The problem is well known e.g. from high performance ultrasonic doppler flow measurements. A usual approach is a combination of a digital counter for the coarse timing and an analog or digital (utilizing gate propagation delays) TDC. There are even single chip flow measurement solutions with a few 10 ps resolution.

A basic problem is that the jitter of the digital circuit must be fairly below the intended resolution.
 

Dont need such high performance systems. As I mentioned in starting post, vernier time to digital converters, pulse compression time to digital converters are capable of achieving resolution less than picosecond in current technology. They dont require external clocks. Hence no problem of jitter. They rely on delay cells (not picosecond delays) and for measurement of large intervals number of delay cells becomes huge. Eg. with 1 ps resolution, measurement of a interval of 1 us requires at least 1 million delay cells. So they have created cyclic time to digital converters to use the same set of delay elements over and over again until measurement is made. However in cyclic converters you have to delay the interval to be measured by at least the intervals duration. So it will take a long time to perform measurement of large intervals.

I am really stuck with this problem. Can this be done with two TDCs one with nanosecond resolution and another with picosecond resolution? But how to identify when picosecond circuit will take over nanosecond circuit?
 

Sorry, your latest post seems only to confuse the initial problem description. Apparently you also didn't understand the simple idea of combining a slow digital time measurement with fast TDC. Why are you discussing one million gate delay cells? Just pointless.

Dont need such high performance systems
??? ps resolution for µs times is obviously much higher measurement performance than ps over only ns intervals.

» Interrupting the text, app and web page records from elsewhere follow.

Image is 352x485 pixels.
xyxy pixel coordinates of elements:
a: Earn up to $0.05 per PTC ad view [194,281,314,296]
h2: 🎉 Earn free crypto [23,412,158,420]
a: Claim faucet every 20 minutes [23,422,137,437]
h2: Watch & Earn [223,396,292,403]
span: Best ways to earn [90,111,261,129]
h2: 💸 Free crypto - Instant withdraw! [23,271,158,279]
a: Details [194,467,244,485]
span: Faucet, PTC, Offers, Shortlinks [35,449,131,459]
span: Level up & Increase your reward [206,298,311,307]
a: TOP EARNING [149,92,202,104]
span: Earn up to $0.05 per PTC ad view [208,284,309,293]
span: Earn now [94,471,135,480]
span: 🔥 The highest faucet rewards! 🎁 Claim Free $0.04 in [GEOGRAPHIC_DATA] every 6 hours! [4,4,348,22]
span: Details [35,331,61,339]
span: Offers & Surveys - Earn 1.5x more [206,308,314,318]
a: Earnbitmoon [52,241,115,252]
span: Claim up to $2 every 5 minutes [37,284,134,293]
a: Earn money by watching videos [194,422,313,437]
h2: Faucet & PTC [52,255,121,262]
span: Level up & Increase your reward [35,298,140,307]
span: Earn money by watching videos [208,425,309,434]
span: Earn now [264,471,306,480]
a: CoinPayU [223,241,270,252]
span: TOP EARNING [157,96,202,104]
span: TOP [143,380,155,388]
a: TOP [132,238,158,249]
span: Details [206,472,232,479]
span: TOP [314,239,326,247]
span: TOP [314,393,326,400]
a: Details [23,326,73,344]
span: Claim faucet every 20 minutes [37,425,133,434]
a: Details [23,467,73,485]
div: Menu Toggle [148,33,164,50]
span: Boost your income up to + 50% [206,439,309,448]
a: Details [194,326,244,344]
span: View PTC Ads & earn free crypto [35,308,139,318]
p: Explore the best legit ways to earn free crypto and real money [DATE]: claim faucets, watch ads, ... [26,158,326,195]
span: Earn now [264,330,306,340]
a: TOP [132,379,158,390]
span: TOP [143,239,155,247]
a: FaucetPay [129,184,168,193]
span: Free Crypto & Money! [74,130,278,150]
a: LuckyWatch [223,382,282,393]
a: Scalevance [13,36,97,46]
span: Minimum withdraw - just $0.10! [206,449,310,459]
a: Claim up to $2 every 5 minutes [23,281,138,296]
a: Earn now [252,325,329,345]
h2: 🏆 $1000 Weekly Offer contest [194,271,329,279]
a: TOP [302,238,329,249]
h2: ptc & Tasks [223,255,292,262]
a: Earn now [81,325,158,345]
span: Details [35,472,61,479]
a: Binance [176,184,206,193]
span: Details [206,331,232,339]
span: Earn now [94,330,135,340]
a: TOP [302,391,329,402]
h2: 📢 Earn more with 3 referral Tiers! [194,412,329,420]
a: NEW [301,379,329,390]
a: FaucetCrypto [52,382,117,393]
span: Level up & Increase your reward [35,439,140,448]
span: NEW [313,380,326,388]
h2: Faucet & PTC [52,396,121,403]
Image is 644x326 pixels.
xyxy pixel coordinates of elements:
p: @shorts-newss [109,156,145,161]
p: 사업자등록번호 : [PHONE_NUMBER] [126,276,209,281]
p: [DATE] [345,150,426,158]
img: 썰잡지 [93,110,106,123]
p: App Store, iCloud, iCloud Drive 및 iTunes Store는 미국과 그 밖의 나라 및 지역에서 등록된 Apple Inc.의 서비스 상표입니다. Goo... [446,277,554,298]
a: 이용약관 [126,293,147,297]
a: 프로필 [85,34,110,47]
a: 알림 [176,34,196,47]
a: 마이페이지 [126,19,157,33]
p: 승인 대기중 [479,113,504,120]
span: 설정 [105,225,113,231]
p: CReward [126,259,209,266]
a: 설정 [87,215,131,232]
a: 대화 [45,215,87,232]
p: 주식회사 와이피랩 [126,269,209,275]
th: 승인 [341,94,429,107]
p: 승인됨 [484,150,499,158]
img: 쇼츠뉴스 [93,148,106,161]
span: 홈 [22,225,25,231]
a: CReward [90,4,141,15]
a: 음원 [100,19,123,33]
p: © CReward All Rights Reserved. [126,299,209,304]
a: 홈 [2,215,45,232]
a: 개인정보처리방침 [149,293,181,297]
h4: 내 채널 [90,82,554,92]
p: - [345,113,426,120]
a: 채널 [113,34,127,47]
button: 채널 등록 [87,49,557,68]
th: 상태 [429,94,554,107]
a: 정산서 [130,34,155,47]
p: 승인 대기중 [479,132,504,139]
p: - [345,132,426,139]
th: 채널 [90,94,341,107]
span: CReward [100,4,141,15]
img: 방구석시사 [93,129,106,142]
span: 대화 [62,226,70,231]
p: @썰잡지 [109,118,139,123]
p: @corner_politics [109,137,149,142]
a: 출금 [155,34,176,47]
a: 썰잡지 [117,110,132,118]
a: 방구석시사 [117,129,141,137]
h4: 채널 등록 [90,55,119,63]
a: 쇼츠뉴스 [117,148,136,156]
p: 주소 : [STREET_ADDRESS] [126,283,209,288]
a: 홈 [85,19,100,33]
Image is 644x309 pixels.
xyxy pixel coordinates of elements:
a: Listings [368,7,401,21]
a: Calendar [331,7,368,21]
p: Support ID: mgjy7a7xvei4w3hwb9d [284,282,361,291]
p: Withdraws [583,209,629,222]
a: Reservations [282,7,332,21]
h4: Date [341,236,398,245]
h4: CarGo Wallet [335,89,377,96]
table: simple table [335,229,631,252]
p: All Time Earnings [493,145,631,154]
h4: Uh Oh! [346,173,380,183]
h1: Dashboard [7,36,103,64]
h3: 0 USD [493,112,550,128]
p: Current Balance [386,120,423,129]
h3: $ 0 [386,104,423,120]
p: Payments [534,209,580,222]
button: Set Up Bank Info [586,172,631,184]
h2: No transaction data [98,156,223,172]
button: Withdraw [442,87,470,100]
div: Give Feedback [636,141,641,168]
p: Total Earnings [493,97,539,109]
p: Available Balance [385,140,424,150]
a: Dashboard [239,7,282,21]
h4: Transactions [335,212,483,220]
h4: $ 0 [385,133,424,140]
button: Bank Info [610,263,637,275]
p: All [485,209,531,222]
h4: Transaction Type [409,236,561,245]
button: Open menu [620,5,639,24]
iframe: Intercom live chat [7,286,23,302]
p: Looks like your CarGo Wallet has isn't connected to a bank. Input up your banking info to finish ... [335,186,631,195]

A "cyclic time converter", however you implement it, will bring up a similar jitter problem as a digital counter, because it's multiplying the jitter of the basic delay element. So no real solution.
 

FvM,
Sorry, didn't mean to confuse anyone, I misunderstood.
I am trying to avoid a clocked counter for coarse measurement. Because I have to generate a clock. I am thinking of a nanosecond resolution TDC for coarse measurement and then picosecond resolution TDC for fine measurement. But how will the circuit understand when to switch between the two resolutions?
 

The problem is that the low resolution timer has to trigger the high resolution interval measurement. Besides all detail problems, this works quite well for a clocked digital circuit. What's the problem with generating a clock?
 

Clock is ok. But suppose that when the measurement should start the clock edge may not be present exactly at that instant, maybe before or after, which will lead to loss of information.
 

Good point. I was implicitly assuming a case where the interval start is aligned with the digital timer, e.g. the send pulse of a flow meter. If interval start and end are both a random times, you need two TDC measurements. Possibly performed by the same TDC unit if it can safely restarted during the main time interval.